For many communities around the world, the transmission of oral literature from one generation to the next lies at the heart of cultural practice. Local languages act as vehicles for the transmission of unique cultural knowledge, but the oral traditions encoded within these languages become threatened when elders die and livelihoods are disrupted. These creative works are increasingly endangered as globalisation and rapid socio-economic change exert complex pressures on smaller communities, often eroding expressive diversity and transforming culture through assimilation to more dominant ways of life. Of the world’s living languages, currently numbering over 6,000, around half will cease to be spoken by the end of this century.

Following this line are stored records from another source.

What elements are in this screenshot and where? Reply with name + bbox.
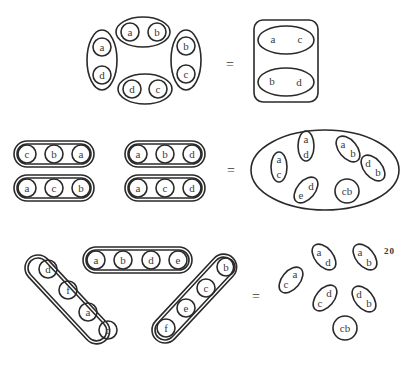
element-label: a (136, 182, 141, 194)
element-label: e (299, 189, 304, 201)
element-label: c (284, 278, 289, 290)
element-label: c (204, 282, 209, 294)
element-label: c (184, 68, 189, 80)
element-label: c (52, 182, 57, 194)
equals-sign: = (252, 289, 260, 304)
element-label: b (183, 40, 189, 52)
element-label: d (296, 76, 302, 88)
element-label: e (176, 254, 181, 266)
element-label: d (148, 254, 154, 266)
element-label: c (106, 324, 111, 336)
element-label: d (365, 157, 371, 169)
element-label: a (304, 133, 309, 145)
element-label: a (86, 306, 91, 318)
row3-left-figure: d f a c a b d e b c e f (20, 247, 242, 349)
element-label: b (366, 256, 372, 268)
row1-left-figure: a b a d b c d c (87, 17, 201, 104)
element-label: b (78, 182, 84, 194)
element-label: c (25, 148, 30, 160)
row2-left-figure: c b a a b d a c b a c d (14, 141, 205, 201)
row2-right-figure: a c a d a b d b e d cb (251, 130, 399, 210)
element-label: a (25, 182, 30, 194)
element-label: b (350, 147, 356, 159)
element-label: c (277, 168, 282, 180)
element-label: c (156, 83, 161, 95)
element-label: e (184, 302, 189, 314)
element-label: a (341, 138, 346, 150)
element-label: cb (342, 185, 353, 197)
element-label: b (366, 297, 372, 309)
element-label: a (277, 153, 282, 165)
element-label: f (66, 284, 70, 296)
element-label: d (325, 256, 331, 268)
element-label: d (189, 148, 195, 160)
element-label: d (99, 69, 105, 81)
element-label: c (163, 182, 168, 194)
element-label: a (136, 148, 141, 160)
equals-sign: = (226, 57, 234, 72)
element-label: d (308, 180, 314, 192)
element-label: d (189, 182, 195, 194)
element-label: c (318, 297, 323, 309)
row3-right-figure: c a a d a b c d d b cb (274, 240, 381, 340)
element-label: b (51, 148, 57, 160)
equals-sign: = (227, 163, 235, 178)
element-label: a (317, 246, 322, 258)
element-label: a (358, 246, 363, 258)
element-label: d (356, 288, 362, 300)
element-label: b (223, 261, 229, 273)
element-label: d (303, 148, 309, 160)
element-label: b (375, 166, 381, 178)
element-label: a (79, 148, 84, 160)
set-partition-diagram: a b a d b c d c = a c b d c b a a b (0, 0, 419, 366)
element-label: a (293, 268, 298, 280)
element-label: a (128, 26, 133, 38)
element-label: d (129, 83, 135, 95)
element-label: b (162, 148, 168, 160)
element-label: b (120, 254, 126, 266)
element-label: d (326, 287, 332, 299)
element-label: b (154, 26, 160, 38)
element-label: a (100, 41, 105, 53)
element-label: d (45, 263, 51, 275)
row1-right-figure: a c b d (254, 20, 318, 102)
element-label: c (298, 33, 303, 45)
element-label: a (271, 33, 276, 45)
page-number: 20 (384, 246, 395, 256)
element-label: f (164, 322, 168, 334)
element-label: a (94, 254, 99, 266)
element-label: cb (340, 322, 351, 334)
element-label: b (269, 75, 275, 87)
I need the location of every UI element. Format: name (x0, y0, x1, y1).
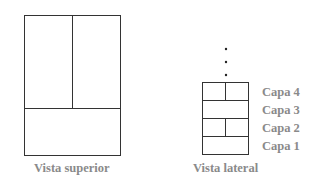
layer-label-3: Capa 3 (262, 103, 300, 118)
side-view-caption: Vista lateral (193, 161, 258, 176)
layer-label-2: Capa 2 (262, 121, 300, 136)
layer-label-1: Capa 1 (262, 139, 300, 154)
top-view-figure (25, 16, 121, 156)
continuation-dots-icon (225, 48, 227, 76)
side-view-figure (203, 83, 249, 155)
layer-label-4: Capa 4 (262, 85, 300, 100)
top-view-caption: Vista superior (34, 161, 110, 176)
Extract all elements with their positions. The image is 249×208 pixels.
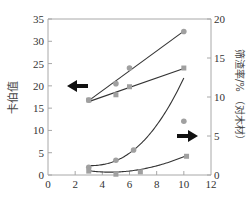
y-right-tick-label: 0 [214,169,220,181]
y-ticks-right: 05101520 [207,13,226,181]
data-point [113,157,119,163]
x-tick-label: 4 [100,178,106,190]
data-point [86,169,91,174]
data-point [113,172,118,177]
x-tick-label: 2 [72,178,78,190]
right-arrow-icon [177,130,198,142]
data-point [138,169,143,174]
y-right-tick-label: 10 [214,91,226,103]
y-axis-title-right: 筛渣率/% （对木材） [234,49,246,145]
chart: 024681012 05101520253035 05101520 卡伯值 筛渣… [0,0,249,208]
x-tick-label: 8 [154,178,160,190]
y-axis-title-left: 卡伯值 [6,81,20,114]
x-tick-label: 0 [45,178,51,190]
data-point [113,81,119,87]
data-point [181,66,186,71]
series [86,29,187,103]
y-left-tick-label: 5 [39,147,45,159]
y-right-tick-label: 15 [214,52,226,64]
left-arrow-icon [67,80,88,92]
y-left-tick-label: 25 [33,58,45,70]
data-point [86,98,91,103]
plot-frame [48,19,211,175]
data-point [127,84,132,89]
y-left-tick-label: 20 [33,80,45,92]
y-left-tick-label: 0 [39,169,45,181]
y-right-tick-label: 5 [214,130,220,142]
x-tick-label: 6 [127,178,133,190]
data-point [131,147,137,153]
y-left-tick-label: 35 [33,13,45,25]
y-left-tick-label: 10 [33,124,45,136]
data-point [113,92,118,97]
series [86,66,186,103]
x-tick-label: 10 [178,178,190,190]
y-left-tick-label: 15 [33,102,45,114]
x-ticks: 024681012 [45,171,216,190]
y-right-tick-label: 20 [214,13,226,25]
y-left-tick-label: 30 [33,35,45,47]
data-point [184,154,189,159]
data-point [181,118,187,124]
series-layer [86,29,189,177]
y-ticks-left: 05101520253035 [33,13,52,181]
data-point [181,29,187,35]
data-point [127,65,133,71]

Islamic Studies students may be interested in two collections:
– the historical collection of Iranian Literature collected by Susan Wright. The audio material in this collection was recorded between 1974 and 1976 in Iran as part of field research for a D.Phil. Details of the collection can be browsed here
– “Voices and Faces of the Adhan: Cairo” containing video & audio recordings of 6 muezzins reciting the adhan (Muslim call to prayer), as well as audio recordings from 10 locations in Cairo representing the city-wide call to prayer (over 30,000 muezzins reciting each of the 5 times per day). These are accompanied by photographs taken at the recording locations. It is accessible here.
Access to Askzad database
Since Feb. 1st, we have a trial access to AskZad database for one month: it is a large Arabic resource that includes newspapers, theses, articles and e-books.
Try it http://www2.askzad.com/e_genpages/login.aspx?u=McGill&p=Canada and let us know what you think!
Mütefferiḳa digitized!
Ībrāhīm Mütefferiḳa established the first printing press in the Muslim world in the 12th A.H./18th A.D. century. It was based in Istanbul and helped propel a revolution in the manners of book printing in the Muslim world.
McGill University holds a number of these incunabula. Recently a digital project was completed and 14 works are now available via the McGill library catalogue.
One may follow the following link to access the materials: Ibrahim Muteferrika incunabula.
Enjoy!
Islamic Calligraphy digital exhibition now online!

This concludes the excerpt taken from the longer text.